Innovation Adoption and Adaptation in Air Traffic Control

Author(s):  
Tatjana Bolic

With the increased demand for the air travel the air traffic control (ATC) systems have been improving over the years. Today, the advances in the technology can enable even more capacity and better performance for the air travel. With those goals in mind, two distinct, but similar programmes are striving to develop new ATC systems: Next Gen in the USA and SESAR programme in Europe. Both programmes aim at developing new systems for the implementation around the year 2020. The innovation adoption and adaptation is illustrated by the story of User Request Evaluation Tool development and implementation, followed by the discussion of main lessons. First, the lessons learned from the innovation process of the tool itself are discussed, to be followed by the discussion of the interaction of various organizations that were involved.

1968 ◽  
Vol 72 (691) ◽  
pp. 647-654
Author(s):  
H. C. N. Goodhart

Much of what I am going to say is opinion and many will find it controversial. It is therefore essential to start off from a firm and incontrovertible basis of fact. By this means it should be possible to narrow down the controversy considerably. Table I represents the state of aviation in this country in comparison with the USA. These facts are confined to civil aviation since it is the growth of civil aviation that I am talking about.


1950 ◽  
Vol 54 (476) ◽  
pp. 541-543
Author(s):  
William Courtenay

Air travel at 600 m.p.h. to 650 m.p.h. in the next decade and the use of multi-seat twin rotor helicopters on internal air routes to help to solve terminal delay problems, bring in their train growing problems of Air Traffic Control. Full use of high speed civil transports and helicopters does not seem practicable within the British Isles unless the problem of the siting of landing strips is reviewed and unless ideas on this subject are recast in the light of growing experience.To the commercial airline pilot Great Britain is indeed a “tight little island.” It will appear smaller yet when the de Havilland Comet jet air liner operates to time-tables of approximately double the speed of most of the existing schedules of today.


1988 ◽  
Vol 32 (16) ◽  
pp. 1031-1035
Author(s):  
Howard L. Bregman ◽  
Warren L. McCabe ◽  
William G. Sutcliffe

Under Federal Aviation Administration (FAA) sponsorship, MITRE's Human Performance Assessment Group is contributing to the design of an expert system to support air traffic control. We are working closely with a team of expert, full-performance-level air traffic controllers to capture the formal and informal rules they use in maintaining flight safety and efficiency. This paper documents our approach to working with these experts, the results of using that approach, and a distillation of lessons learned.


2016 ◽  
Vol 52 (Supplement) ◽  
pp. S262-S263
Author(s):  
Yoichi NAKAMURA ◽  
Hisae AOYAMA ◽  
Daisuke KARIKAWA

1959 ◽  
Vol 12 (1) ◽  
pp. 1-17
Author(s):  
F. J. Wylie

Automation has proceeded much further in connection with air navigation and air traffic control than it has in comparable aspects of the maritime service. There are many factors to account for this. By its nature, air travel involves risks which are greater and more urgent than those of sea travel and which, in focal areas, are high in all conditions of weather; its passenger/cargo ratio is vastly greater and this inevitably stresses the need for every possible aid to safety. These characteristics and others more obvious lead to ground control, control leads to centralization and uniformity and thus to the ready introduction of advanced developments and their imposition where appropriate on the airborne user.


1993 ◽  
Vol 46 (3) ◽  
pp. 343-352 ◽  
Author(s):  
D. Duytschaever

For the travelling public in the late eighties and early nineties, the most disturbing characteristic of air travel must be delays. In Europe, this is certainly the case. These delays not only cause much inconvenience to the air travellers but also generate high costs for the aircraft operators. To a large extent, these delays are due to an imbalance between the air traffic demand and the capacity of the present Air Traffic Control (ATC) system in Europe.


→ **Your assignment**
When a line in the entries below contains the word "ring", copy that line.

→ **Material for the task**
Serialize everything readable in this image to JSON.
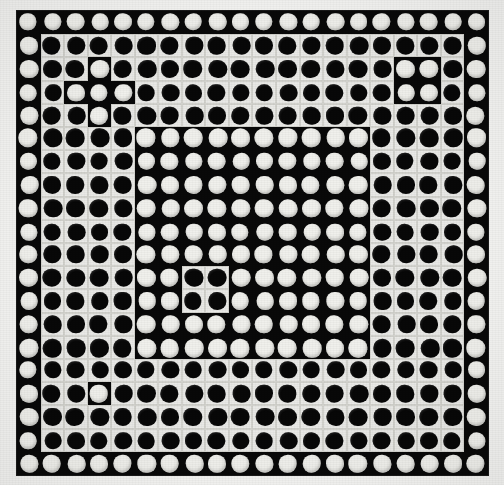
{
  "figure": {
    "type": "binary-dot-matrix",
    "rows": 20,
    "cols": 20,
    "colors": {
      "tile_black": "#090909",
      "tile_white": "#e9e9e6",
      "dot_black": "#080808",
      "dot_white": "#f0f0ec",
      "grid_line": "#d2d2cd",
      "paper": "#f4f4f2"
    },
    "legend": {
      "symbol_white_on_black": "W",
      "symbol_black_on_white": "B"
    },
    "band_structure": [
      "ring 0 (outermost, rows/cols 0 and 19): white discs on black",
      "ring 1 (rows/cols 1-4 band): black discs on white",
      "ring 2 (rows/cols 5-9 band): white discs on black",
      "ring 3 (rows/cols 10-14 region): white discs on black interior",
      "ring 4 (rows/cols 15-18 band): black discs on white"
    ],
    "anomalies": [
      {
        "name": "top-left-cross",
        "cells": "r2c3, r3c2, r3c3, r3c4, r4c3",
        "value": "W inside B band"
      },
      {
        "name": "top-right-pair",
        "cells": "r2c16, r2c17, r3c16, r3c17",
        "value": "W inside B band"
      },
      {
        "name": "center-quad",
        "cells": "r11c7, r11c8, r12c7, r12c8",
        "value": "B inside W field"
      },
      {
        "name": "bottom-right-quad",
        "cells": "r11c15, r11c16, r12c15, r12c16",
        "value": "B inside W band"
      },
      {
        "name": "bottom-left-single",
        "cells": "r16c3",
        "value": "W inside B band"
      }
    ]
  },
  "matrix": [
    "WWWWWWWWWWWWWWWWWWWW",
    "WBBBBBBBBBBBBBBBBBBW",
    "WBBWBBBBBBBBBBBBWWBW",
    "WBWWWBBBBBBBBBBBWWBW",
    "WBBWBBBBBBBBBBBBBBBW",
    "WBBBBWWWWWWWWWWBBBBW",
    "WBBBBWWWWWWWWWWBBBBW",
    "WBBBBWWWWWWWWWWBBBBW",
    "WBBBBWWWWWWWWWWBBBBW",
    "WBBBBWWWWWWWWWWBBBBW",
    "WBBBBWWWWWWWWWWBBBBW",
    "WBBBBWWBBWWWWWWBBBBW",
    "WBBBBWWBBWWWWWWBBBBW",
    "WBBBBWWWWWWWWWWBBBBW",
    "WBBBBWWWWWWWWWWBBBBW",
    "WBBBBBBBBBBBBBBBBBBW",
    "WBBWBBBBBBBBBBBBBBBW",
    "WBBBBBBBBBBBBBBBBBBW",
    "WBBBBBBBBBBBBBBBBBBW",
    "WWWWWWWWWWWWWWWWWWWW"
  ]
}
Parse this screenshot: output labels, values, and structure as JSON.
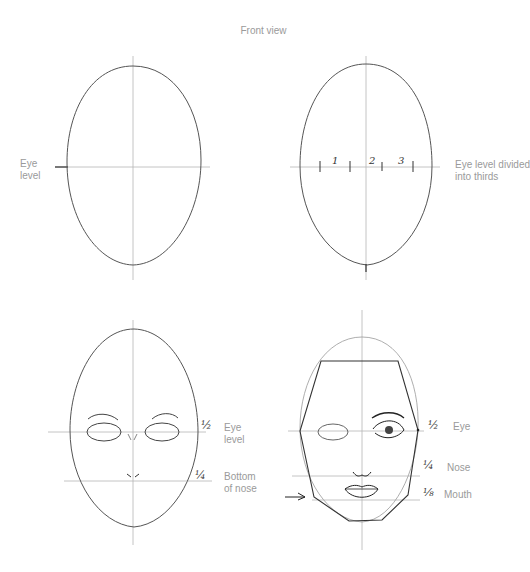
{
  "title": "Front view",
  "panels": {
    "top_left": {
      "label_line1": "Eye",
      "label_line2": "level"
    },
    "top_right": {
      "label_line1": "Eye level divided",
      "label_line2": "into thirds",
      "thirds": [
        "1",
        "2",
        "3"
      ]
    },
    "bottom_left": {
      "eye_fraction": "½",
      "eye_label_line1": "Eye",
      "eye_label_line2": "level",
      "nose_fraction": "¼",
      "nose_label_line1": "Bottom",
      "nose_label_line2": "of nose"
    },
    "bottom_right": {
      "eye_fraction": "½",
      "eye_label": "Eye",
      "nose_fraction": "¼",
      "nose_label": "Nose",
      "mouth_fraction": "⅛",
      "mouth_label": "Mouth"
    }
  },
  "colors": {
    "stroke": "#444444",
    "guide": "#b0b0b0",
    "label": "#9a9a9a"
  }
}
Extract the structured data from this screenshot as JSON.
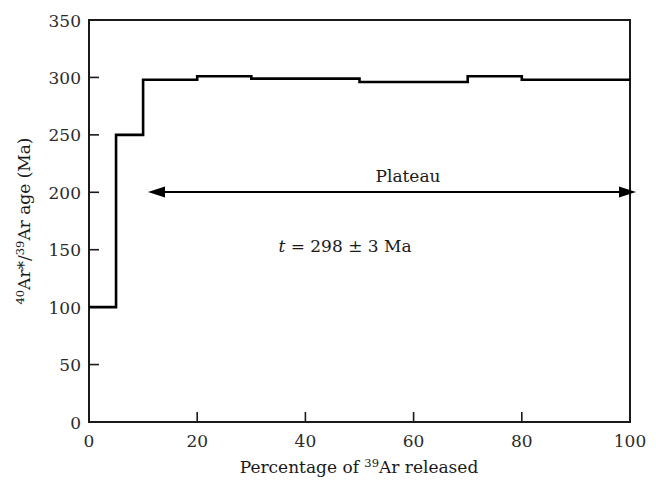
{
  "chart_data": {
    "type": "line",
    "subtype": "step-histogram",
    "title": "",
    "xlabel": "Percentage of 39Ar released",
    "xlabel_parts": {
      "pre": "Percentage of ",
      "sup": "39",
      "post": "Ar released"
    },
    "ylabel": "40Ar*/39Ar age (Ma)",
    "ylabel_parts": {
      "sup1": "40",
      "mid1": "Ar*/",
      "sup2": "39",
      "post": "Ar age (Ma)"
    },
    "xlim": [
      0,
      100
    ],
    "ylim": [
      0,
      350
    ],
    "xticks": [
      0,
      20,
      40,
      60,
      80,
      100
    ],
    "yticks": [
      0,
      50,
      100,
      150,
      200,
      250,
      300,
      350
    ],
    "xtick_labels": [
      "0",
      "20",
      "40",
      "60",
      "80",
      "100"
    ],
    "ytick_labels": [
      "0",
      "50",
      "100",
      "150",
      "200",
      "250",
      "300",
      "350"
    ],
    "grid": false,
    "legend": null,
    "line_color": "#000000",
    "steps": [
      {
        "x_start": 0,
        "x_end": 5,
        "value": 100
      },
      {
        "x_start": 5,
        "x_end": 10,
        "value": 250
      },
      {
        "x_start": 10,
        "x_end": 20,
        "value": 298
      },
      {
        "x_start": 20,
        "x_end": 30,
        "value": 301
      },
      {
        "x_start": 30,
        "x_end": 50,
        "value": 299
      },
      {
        "x_start": 50,
        "x_end": 70,
        "value": 296
      },
      {
        "x_start": 70,
        "x_end": 80,
        "value": 301
      },
      {
        "x_start": 80,
        "x_end": 100,
        "value": 298
      }
    ],
    "annotations": [
      {
        "name": "plateau-label",
        "text": "Plateau",
        "x": 58,
        "y": 215
      },
      {
        "name": "age-label",
        "text": "t = 298 ± 3 Ma",
        "parts": {
          "ital": "t",
          "rest": " = 298 ± 3 Ma"
        },
        "x": 58,
        "y": 163
      },
      {
        "name": "plateau-arrow",
        "type": "double-arrow",
        "x_start": 12,
        "x_end": 99.5,
        "y": 192
      }
    ]
  },
  "axes": {
    "frame_color": "#1a1a1a",
    "tick_color": "#1a1a1a"
  }
}
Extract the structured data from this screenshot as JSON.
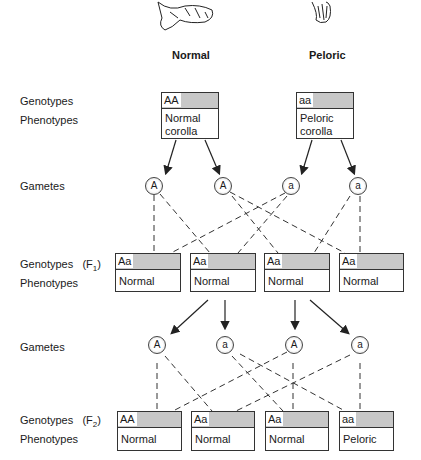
{
  "parents": {
    "normal": {
      "title": "Normal",
      "genotype": "AA",
      "phenotype_line1": "Normal",
      "phenotype_line2": "corolla"
    },
    "peloric": {
      "title": "Peloric",
      "genotype": "aa",
      "phenotype_line1": "Peloric",
      "phenotype_line2": "corolla"
    }
  },
  "row_labels": {
    "genotypes": "Genotypes",
    "phenotypes": "Phenotypes",
    "gametes": "Gametes",
    "gametes2": "Gametes",
    "genotypes_f1": "Genotypes",
    "f1_tag": "(F",
    "f1_sub": "1",
    "f1_close": ")",
    "phenotypes_f1": "Phenotypes",
    "genotypes_f2": "Genotypes",
    "f2_tag": "(F",
    "f2_sub": "2",
    "f2_close": ")",
    "phenotypes_f2": "Phenotypes"
  },
  "gametes_p": [
    "A",
    "A",
    "a",
    "a"
  ],
  "f1": [
    {
      "genotype": "Aa",
      "phenotype": "Normal"
    },
    {
      "genotype": "Aa",
      "phenotype": "Normal"
    },
    {
      "genotype": "Aa",
      "phenotype": "Normal"
    },
    {
      "genotype": "Aa",
      "phenotype": "Normal"
    }
  ],
  "gametes_f1": [
    "A",
    "a",
    "A",
    "a"
  ],
  "f2": [
    {
      "genotype": "AA",
      "phenotype": "Normal"
    },
    {
      "genotype": "Aa",
      "phenotype": "Normal"
    },
    {
      "genotype": "Aa",
      "phenotype": "Normal"
    },
    {
      "genotype": "aa",
      "phenotype": "Peloric"
    }
  ]
}
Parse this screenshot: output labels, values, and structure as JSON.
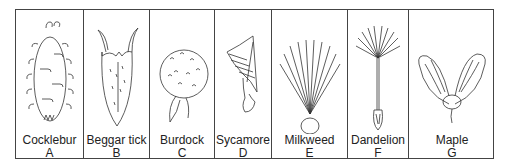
{
  "figure": {
    "panels": [
      {
        "name": "Cocklebur",
        "letter": "A"
      },
      {
        "name": "Beggar tick",
        "letter": "B"
      },
      {
        "name": "Burdock",
        "letter": "C"
      },
      {
        "name": "Sycamore",
        "letter": "D"
      },
      {
        "name": "Milkweed",
        "letter": "E"
      },
      {
        "name": "Dandelion",
        "letter": "F"
      },
      {
        "name": "Maple",
        "letter": "G"
      }
    ]
  }
}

→ **Answer space**
      "ring 0 (outermost, rows/cols 0 and 19): white discs on black",
      "ring 1 (rows/cols 1-4 band): black discs on white",
      "ring 2 (rows/cols 5-9 band): white discs on black",
      "ring 3 (rows/cols 10-14 region): white discs on black interior",
      "ring 4 (rows/cols 15-18 band): black discs on white"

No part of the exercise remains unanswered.